10.29.2011

Gaelic Football from the Shtars

Here I have attempted to polarize the glamour with which the EPL is beamed around the globe and present Gaelic football with the resultant anti-glamour. I give you an alternative to the shimmering finery of the Premier League…

The fine Irish lads kicked and thumped the heavy leather ball to each other amidst the poverty stricken deeply depressed Sunday morning wind. Shivering, miserable and alive with national pride they watched as the ball fell short of someones outstretched pink cold hands and walloped into the muck with a dismal smack of latent Catholic guilt. The strapping Irish lads stood motionless. The ball sat half covered in the mire, looking up, like a spoilt disabled sibling who never helps themselves back into their wheelchair when they fall out. Big expectant eyes saying I can wait all day.

The small group was confined to a section of pitch near the corner. Judging by their current location it’d take them a good two days walk to reach the goalposts and then the same distance again to see the clean clothes and icy shower/toilet/paint shed of the changing rooms.

Their trainer thrust his arms this way and that, a monolithic dark silhouette against the raging war of greys that clashed on the rippling sky. Pride! The county! Win! Match! Community! His words barked with all the subtlety of a whirring chainsaw hitting a cast iron radiator.

The rain came in sheets, dropping like panes of glass, shattering across the muck war painted heads of the few groggy teenagers out for the training. All sets of eyes but one were focused on the brown slop. All sets of eyes weighed down with the sheer joy of this exhilarating technically rewarding game but one. All sets of eyes rimmed with tears, the liquidation of fun running freely from their ducts but one. All sets of eyes squidgy orbs of tangible misery but one.

That one set of rebellious eyes belonged to Young Michael Cusack Collins O’Halpin Og. For his eyes were fiery spheres of splendid exhilaration. Unperturbed by the obviously ridiculous conditions he powered on in his shorts that lived up to their name so well, they didn’t even come down to his waist. So with his scaldy, freckly pink irish mickey swinging all over the shop he leapt and panted and caught the ball and kicked it high into the air and jumped high off the ground and caught it and fought with the wind and relished the elemental force of Ireland dropkicking him straight into his big Gaelic loving face repeatedly for the hour training had been on.

As he hoofed the ball directly into the rain dripping grey infinity he let his mind wander and his dreams unfurl. Would it be ten years into the future? Even five? He would be getting his hands on the Sam Maguire trophy. Holding it aloft in a packed to the rafters Croke Park, spitting the few wordeens of Irish at the masses gathered to see him. Michael! Michael! They would chant waving jerseys above their heads. And he would make eye contact with each and everyone one of them during his heart lifting speech about community and victory and the county and pride and the match and winning. The contest would go down in history as a tactical masterclass as Michaels teams tactics meant they kicked bigger longer harder balls further and higher up into the sky than the other team could manage. Check mate.

That night a lovely girleen in a county jersey and nathing else would hand feed him the finest of spuds as they listened to Marty Morrissey Dissect the match on the telly. Some day he told himself, some day, as the ball returned from the murky void.

Michael Og looked around and couldn’t spot the rest of the lads. They must have finished training early. He made the long arduous trek to the changing room. Inside, swaying gently from the rafters were his team mates. The pride and tactical pleasure that was to be found at the core of the sport had proven too much for them. They had taken their own lives. Michaels eyes fell to the floor. What would they do for the Championship now? With fourteen dead team mates the parish couldn’t compete in the match. But sure he was tougher than last year when the exact same thing had happened. They had worked through it. The beauty and joy of gaelic football was too much for some people. He sat on the bench and started working out tactics for him lining out against another team. If he played in midfield and kicked the ball really hard and ran and then caught it he could work his way up the pitch. Just then his trainer interrupted his complicated tactical meditiation.

‘Michael Og, the lads have done themselves in’ he said as he pointed to the fourteen gently swaying young fellas right beside where they stood. Michael nodded. The trainer spoke again.

‘Good news though, the team we were playing have ALL done themselves in. So we have a bye into the next round. We’re through Micky! The parish will be proud’ and with that he pressed play on the dressing room boom box and Europe ‘The Final Countdown’ filled the space between the muck, crumpled odd boots, hanging dead bodies and Michael Og and his gaelic trainer. They were through to the next round of the championship. Gaelic, the life blood of the parish, lived on.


• [What you are asked to do]
What lines in the records below hold the string "Daily"? Please show them.

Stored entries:
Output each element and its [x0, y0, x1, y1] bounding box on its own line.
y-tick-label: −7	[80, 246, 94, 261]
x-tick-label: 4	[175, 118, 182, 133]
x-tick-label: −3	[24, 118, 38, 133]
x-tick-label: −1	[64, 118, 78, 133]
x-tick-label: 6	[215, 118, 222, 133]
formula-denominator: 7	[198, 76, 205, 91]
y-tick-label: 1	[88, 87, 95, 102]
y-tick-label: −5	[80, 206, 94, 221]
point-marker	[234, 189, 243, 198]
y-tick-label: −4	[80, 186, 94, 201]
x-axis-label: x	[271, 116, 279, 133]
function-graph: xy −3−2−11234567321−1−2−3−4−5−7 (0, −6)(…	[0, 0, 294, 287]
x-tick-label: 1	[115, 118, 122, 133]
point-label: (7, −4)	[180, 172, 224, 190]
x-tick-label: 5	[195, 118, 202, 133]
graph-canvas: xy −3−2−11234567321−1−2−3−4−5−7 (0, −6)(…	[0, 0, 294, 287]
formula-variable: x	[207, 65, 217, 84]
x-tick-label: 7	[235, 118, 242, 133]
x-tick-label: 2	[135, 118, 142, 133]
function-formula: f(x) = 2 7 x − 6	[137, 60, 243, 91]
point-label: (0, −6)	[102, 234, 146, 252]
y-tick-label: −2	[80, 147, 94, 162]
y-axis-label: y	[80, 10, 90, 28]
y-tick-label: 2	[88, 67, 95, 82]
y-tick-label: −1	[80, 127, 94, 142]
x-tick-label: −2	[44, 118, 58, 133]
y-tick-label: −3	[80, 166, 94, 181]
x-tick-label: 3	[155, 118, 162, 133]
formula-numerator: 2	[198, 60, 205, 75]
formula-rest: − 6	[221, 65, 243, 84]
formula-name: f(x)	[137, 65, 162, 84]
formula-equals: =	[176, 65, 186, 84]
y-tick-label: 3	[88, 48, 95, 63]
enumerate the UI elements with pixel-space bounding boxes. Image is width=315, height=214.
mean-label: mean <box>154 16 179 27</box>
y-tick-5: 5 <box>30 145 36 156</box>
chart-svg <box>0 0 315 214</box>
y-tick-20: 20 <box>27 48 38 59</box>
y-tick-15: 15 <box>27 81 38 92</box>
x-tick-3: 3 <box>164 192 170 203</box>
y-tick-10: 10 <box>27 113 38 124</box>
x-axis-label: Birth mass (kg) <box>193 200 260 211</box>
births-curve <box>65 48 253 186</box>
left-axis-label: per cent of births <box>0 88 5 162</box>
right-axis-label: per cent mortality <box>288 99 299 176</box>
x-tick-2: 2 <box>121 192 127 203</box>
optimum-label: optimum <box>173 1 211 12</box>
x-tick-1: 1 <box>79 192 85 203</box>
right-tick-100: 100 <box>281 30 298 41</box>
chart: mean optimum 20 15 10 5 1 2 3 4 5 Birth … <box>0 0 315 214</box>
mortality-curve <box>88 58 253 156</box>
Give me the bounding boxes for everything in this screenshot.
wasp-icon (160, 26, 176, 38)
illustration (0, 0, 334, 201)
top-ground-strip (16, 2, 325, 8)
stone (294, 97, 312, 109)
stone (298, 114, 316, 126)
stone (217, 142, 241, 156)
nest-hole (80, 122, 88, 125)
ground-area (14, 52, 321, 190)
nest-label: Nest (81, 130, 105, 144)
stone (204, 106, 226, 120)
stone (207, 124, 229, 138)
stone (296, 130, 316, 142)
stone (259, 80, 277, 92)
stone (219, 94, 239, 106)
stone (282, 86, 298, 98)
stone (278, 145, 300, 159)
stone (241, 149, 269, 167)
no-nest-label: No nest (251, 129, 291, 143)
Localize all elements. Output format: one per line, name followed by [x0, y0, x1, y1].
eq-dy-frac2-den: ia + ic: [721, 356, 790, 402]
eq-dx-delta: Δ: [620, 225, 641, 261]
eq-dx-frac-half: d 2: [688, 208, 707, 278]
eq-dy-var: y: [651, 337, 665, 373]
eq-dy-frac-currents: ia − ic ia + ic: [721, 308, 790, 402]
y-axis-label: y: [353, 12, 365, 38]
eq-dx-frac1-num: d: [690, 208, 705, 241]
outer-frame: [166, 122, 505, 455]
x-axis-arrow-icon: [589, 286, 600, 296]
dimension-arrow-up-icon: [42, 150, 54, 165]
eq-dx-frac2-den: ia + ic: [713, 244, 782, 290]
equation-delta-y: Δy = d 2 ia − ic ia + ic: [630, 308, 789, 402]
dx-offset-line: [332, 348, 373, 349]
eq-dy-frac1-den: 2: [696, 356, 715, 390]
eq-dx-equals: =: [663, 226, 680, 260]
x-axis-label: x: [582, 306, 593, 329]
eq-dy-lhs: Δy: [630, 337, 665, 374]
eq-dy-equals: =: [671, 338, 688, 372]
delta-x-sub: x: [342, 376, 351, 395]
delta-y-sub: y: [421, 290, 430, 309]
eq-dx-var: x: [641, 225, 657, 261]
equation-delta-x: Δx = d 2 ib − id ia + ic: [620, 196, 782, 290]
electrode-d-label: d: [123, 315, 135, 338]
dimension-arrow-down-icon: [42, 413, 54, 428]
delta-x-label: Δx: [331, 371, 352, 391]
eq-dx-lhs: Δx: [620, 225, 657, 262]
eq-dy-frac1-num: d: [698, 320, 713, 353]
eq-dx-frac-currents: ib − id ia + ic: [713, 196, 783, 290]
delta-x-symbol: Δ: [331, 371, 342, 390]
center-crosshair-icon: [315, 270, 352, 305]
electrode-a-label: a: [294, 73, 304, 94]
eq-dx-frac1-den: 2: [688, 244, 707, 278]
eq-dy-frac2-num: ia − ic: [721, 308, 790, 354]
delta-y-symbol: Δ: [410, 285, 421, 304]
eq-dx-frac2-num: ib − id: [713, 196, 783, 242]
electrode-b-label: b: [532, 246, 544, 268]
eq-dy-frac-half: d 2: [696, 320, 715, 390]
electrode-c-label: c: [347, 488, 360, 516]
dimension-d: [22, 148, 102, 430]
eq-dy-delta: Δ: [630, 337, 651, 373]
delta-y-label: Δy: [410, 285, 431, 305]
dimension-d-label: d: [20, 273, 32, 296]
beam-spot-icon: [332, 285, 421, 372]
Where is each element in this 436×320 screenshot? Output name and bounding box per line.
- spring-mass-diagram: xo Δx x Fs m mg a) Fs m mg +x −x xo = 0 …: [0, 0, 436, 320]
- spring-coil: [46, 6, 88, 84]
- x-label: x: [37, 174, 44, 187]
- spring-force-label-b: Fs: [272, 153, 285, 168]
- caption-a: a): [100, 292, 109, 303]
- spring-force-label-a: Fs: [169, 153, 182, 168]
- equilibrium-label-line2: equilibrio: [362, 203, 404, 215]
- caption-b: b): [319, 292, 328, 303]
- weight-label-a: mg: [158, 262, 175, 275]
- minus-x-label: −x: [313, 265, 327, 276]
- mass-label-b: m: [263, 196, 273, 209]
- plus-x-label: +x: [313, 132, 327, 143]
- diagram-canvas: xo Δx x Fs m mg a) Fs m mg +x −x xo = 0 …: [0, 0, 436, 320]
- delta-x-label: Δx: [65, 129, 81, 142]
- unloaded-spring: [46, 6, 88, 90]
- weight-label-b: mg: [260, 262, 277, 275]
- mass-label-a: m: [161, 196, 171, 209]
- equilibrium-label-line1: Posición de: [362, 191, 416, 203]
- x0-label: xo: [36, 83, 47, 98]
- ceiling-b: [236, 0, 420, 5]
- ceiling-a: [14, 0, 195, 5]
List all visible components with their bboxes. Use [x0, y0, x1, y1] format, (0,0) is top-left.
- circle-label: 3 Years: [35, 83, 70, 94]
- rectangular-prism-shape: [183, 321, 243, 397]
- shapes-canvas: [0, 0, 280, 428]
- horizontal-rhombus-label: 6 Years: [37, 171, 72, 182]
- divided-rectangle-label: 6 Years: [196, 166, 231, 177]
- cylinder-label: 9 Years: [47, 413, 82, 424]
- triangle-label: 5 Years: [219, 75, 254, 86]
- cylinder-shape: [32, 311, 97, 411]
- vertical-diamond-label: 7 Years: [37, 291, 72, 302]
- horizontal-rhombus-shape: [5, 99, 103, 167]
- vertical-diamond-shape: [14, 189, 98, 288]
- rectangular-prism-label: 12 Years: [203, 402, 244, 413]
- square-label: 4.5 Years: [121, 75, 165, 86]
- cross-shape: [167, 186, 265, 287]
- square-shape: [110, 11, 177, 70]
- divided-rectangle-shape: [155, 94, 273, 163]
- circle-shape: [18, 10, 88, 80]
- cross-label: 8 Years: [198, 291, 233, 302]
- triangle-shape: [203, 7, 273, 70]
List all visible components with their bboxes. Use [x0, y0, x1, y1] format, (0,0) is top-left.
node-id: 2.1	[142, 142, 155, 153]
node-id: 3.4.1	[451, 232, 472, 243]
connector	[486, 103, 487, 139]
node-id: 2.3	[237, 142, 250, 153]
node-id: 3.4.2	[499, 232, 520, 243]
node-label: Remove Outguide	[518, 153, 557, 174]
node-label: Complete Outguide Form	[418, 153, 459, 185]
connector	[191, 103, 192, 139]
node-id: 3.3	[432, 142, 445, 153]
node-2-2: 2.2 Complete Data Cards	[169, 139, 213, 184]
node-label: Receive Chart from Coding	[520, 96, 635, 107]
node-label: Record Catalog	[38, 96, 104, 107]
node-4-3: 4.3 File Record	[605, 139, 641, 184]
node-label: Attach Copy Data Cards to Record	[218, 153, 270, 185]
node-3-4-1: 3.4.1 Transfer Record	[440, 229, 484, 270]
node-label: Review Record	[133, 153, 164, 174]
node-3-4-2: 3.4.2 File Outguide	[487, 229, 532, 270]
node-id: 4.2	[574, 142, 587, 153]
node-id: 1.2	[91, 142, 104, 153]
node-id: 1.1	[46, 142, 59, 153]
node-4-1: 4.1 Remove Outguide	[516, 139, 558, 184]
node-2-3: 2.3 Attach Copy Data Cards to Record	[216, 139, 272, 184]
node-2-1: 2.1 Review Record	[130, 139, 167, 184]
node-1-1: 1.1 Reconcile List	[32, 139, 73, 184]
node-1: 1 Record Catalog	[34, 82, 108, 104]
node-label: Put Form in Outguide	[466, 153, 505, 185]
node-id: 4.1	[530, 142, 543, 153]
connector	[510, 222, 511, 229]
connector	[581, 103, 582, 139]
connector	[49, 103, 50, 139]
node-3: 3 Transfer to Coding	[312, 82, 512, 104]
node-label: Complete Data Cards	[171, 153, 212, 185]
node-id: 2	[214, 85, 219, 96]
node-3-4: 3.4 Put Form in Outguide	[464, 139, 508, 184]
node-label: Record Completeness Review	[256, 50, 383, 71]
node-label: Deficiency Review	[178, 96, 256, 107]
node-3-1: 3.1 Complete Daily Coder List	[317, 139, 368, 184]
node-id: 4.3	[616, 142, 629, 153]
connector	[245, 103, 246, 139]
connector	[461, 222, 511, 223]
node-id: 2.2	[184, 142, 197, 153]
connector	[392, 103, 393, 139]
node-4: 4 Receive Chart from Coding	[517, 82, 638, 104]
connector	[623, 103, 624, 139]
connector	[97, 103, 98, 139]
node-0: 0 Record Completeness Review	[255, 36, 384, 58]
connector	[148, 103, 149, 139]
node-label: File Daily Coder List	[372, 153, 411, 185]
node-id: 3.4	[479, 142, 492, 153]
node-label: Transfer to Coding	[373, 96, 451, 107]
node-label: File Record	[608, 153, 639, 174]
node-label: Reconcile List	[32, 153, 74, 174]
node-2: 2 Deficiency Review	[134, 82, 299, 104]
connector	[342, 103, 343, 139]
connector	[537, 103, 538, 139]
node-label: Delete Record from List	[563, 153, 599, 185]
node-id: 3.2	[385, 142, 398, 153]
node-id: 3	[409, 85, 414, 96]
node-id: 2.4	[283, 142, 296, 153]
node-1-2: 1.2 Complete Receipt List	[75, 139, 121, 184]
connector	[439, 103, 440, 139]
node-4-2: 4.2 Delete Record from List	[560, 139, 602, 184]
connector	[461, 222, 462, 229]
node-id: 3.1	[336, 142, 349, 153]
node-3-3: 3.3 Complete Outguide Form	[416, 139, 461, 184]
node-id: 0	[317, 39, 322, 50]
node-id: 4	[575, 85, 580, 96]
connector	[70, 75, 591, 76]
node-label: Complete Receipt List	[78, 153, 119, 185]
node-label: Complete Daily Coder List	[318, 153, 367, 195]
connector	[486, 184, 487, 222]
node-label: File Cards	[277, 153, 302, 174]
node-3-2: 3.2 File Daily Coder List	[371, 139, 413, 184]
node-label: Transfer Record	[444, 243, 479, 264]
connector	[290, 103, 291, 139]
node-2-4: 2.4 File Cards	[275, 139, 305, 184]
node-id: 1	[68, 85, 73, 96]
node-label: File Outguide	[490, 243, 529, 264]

• [Written solution]
node-3-1: 3.1 Complete Daily Coder List	[317, 139, 368, 184]
node-label: File Daily Coder List	[372, 153, 411, 185]
node-label: Complete Daily Coder List	[318, 153, 367, 195]
node-3-2: 3.2 File Daily Coder List	[371, 139, 413, 184]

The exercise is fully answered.